Catching up with Eric Blattman '80CC
6/23/2009 4:15:00 PM | Baseball, Football
[Note: This article was originally written for the event program for the 88th Annual Varsity C Celebration: Saluting our Student-Athletes in May. Eric Blattman ?80CC, a football and baseball alumnus, was honored with the Athletics Alumni Award at the event.]
You can't help but be impressed with all the improvements at the Baker Athletics Complex, from the newly-minted field hockey and softball fields, to the re-turfed soccer stadium, to Robert K. Kraft Field and Lawrence A. Wien Stadium.
But no sport's site has enjoyed more changes than baseball's ? the Field Turf that covers Robertson Field, the reconfigured spectator section and press box, the bullpens and outfield fences. The credit for these improvements lies largely with a solid core of devoted baseball alumni, one of whom, Eric Blattman, was this year's recipient of the Athletics Alumni Award at the 88th Annual Varsity C Celebration.

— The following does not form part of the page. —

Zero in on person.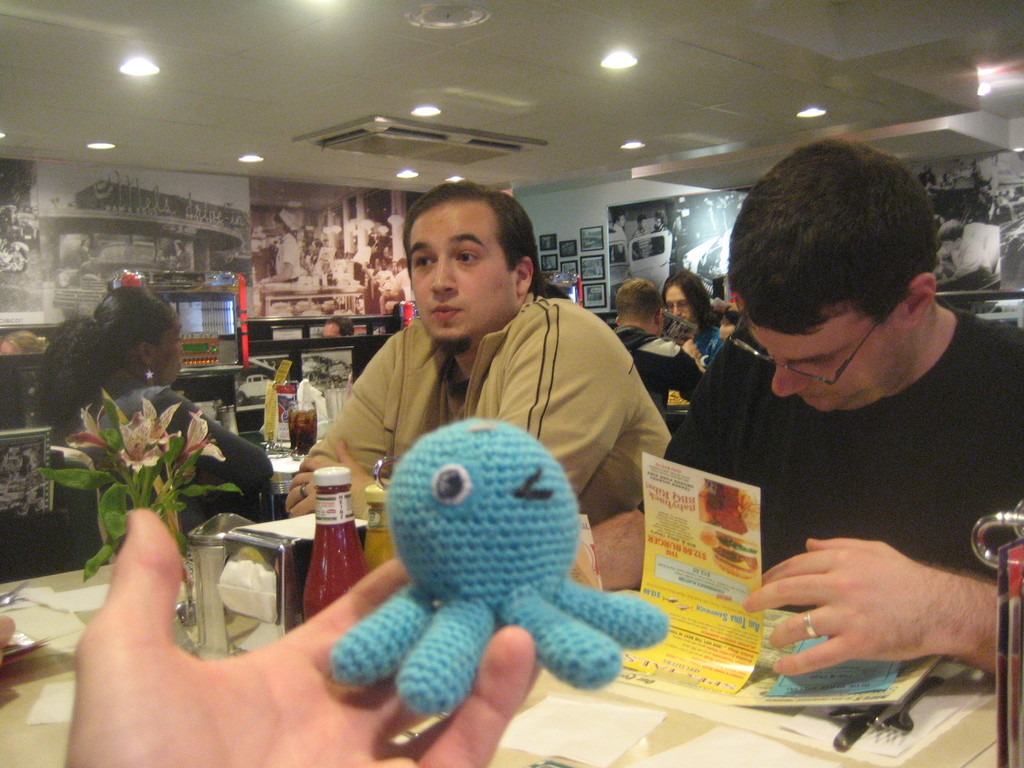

Blattman was a two-position starter at Columbia, a power-hitting outfielder and a power pitcher. An excellent clutch hitter, he was one of the team's top run producers during his career. He twice led the Lions in runs batted in, hitting .302 as a senior. In 1977, his freshman season, he helped the Lions to a tie for the Eastern League and Ivy League championships.
He also starred in football, originally as a quarterback, then as the starting tight end and punter. In 1978, his junior season, he not only was the All-Ivy League punter, but was honorable mention All-America for his punting as well.
Blattman played a major role, both for his kicking and his tight end play, in the landmark game of his gridiron career, Columbia's 3-3 tie with Yale at the Yale Bowl in 1978, and was selected as the Ivy League Player of the Week.
Following his 1980 graduation, he continued a strong involvement in Columbia Athletics that had actually begun as an undergraduate, when he served on the selection committee for a new football coach. He followed the example of two other highly-active alumni, his football/baseball teammate Mike Brown ?80CC and his former football coach, Bill Campbell ?62CC (both Athletics Alumni Award recipients), but no one had more of an influence on Blattman than Paul Fernandes.
“Paul was really important to me,” Eric said of the long-time Lion head coach, who came to Columbia in the summer of 1977. “I'm not sure if I would have stayed on the baseball team if he hadn't become the coach. He was fiery and competitive. He wanted to win. I really liked playing for Paul.”
Soon after graduation, even as he began a Wall Street career, Blattman joined baseball's Alumni Advisory Committee, where he has served for more than 25 years, and became an active participant in fundraising for projects such as the Lions' spring training trips to Florida.
His role expanded recently when M. Dianne Murphy became Columbia's athletics director and Brett Boretti succeeded Fernandes as head coach.
“Dianne Murphy,” he says, “never misses the opportunity to reach out with a personal touch.” Besides the baseball field improvements, he funded the purchase of championship rings to commemorate the Lions' 2008 Ivy League championship.
Blattman has joined with Boretti in a strong effort to increase the involvement of hundreds of baseball alumni. “We're getting more and more alumni involved,” he says. “In 10 years, in 20 years, we'll have a solid alumni base.”
As a high school student in Westchester County, Blattman never dreamed he might one day be a Columbia alumnus. He was considering mostly major athletic powers, although his mother and an uncle, both teachers, favored Ivy League schools. But when he suffered several major injuries his senior year, the athletic powers lost recruiting interest.
Luckily, he notes, the Ivy League schools never abandoned their pursuit. He chose Columbia due to people like Bill Campbell, the head football coach, as well as the opportunity to play two varsity sports, its proximity to his hometown so his parents could attend his games, and Columbia's excellent education.
That education helped Blattman's pursuit of a financial career. For many years, he ran a hedge fund, Maple Row Partners. Lately, he has become involved with an innovative startup dealing with energy efficiency and climate change. It has involved 350 college campuses in efforts to reduce carbon emissions.
Recently, Eric and his partners met with a former Columbia baseball teammate, Ralph Izzo ?77SEAS, the head of New Jersey's giant utility, PSE&G.
In addition to Columbia Baseball, Blattman has remained active in sports as a Little League and youth league baseball and basketball coach. He and his wife, Wendy, live in Norwalk, Conn., with their daughter, Corey, 15, and son Jack, 13. Corey recently made the varsity soccer and lacrosse teams at Brien McMahon High School.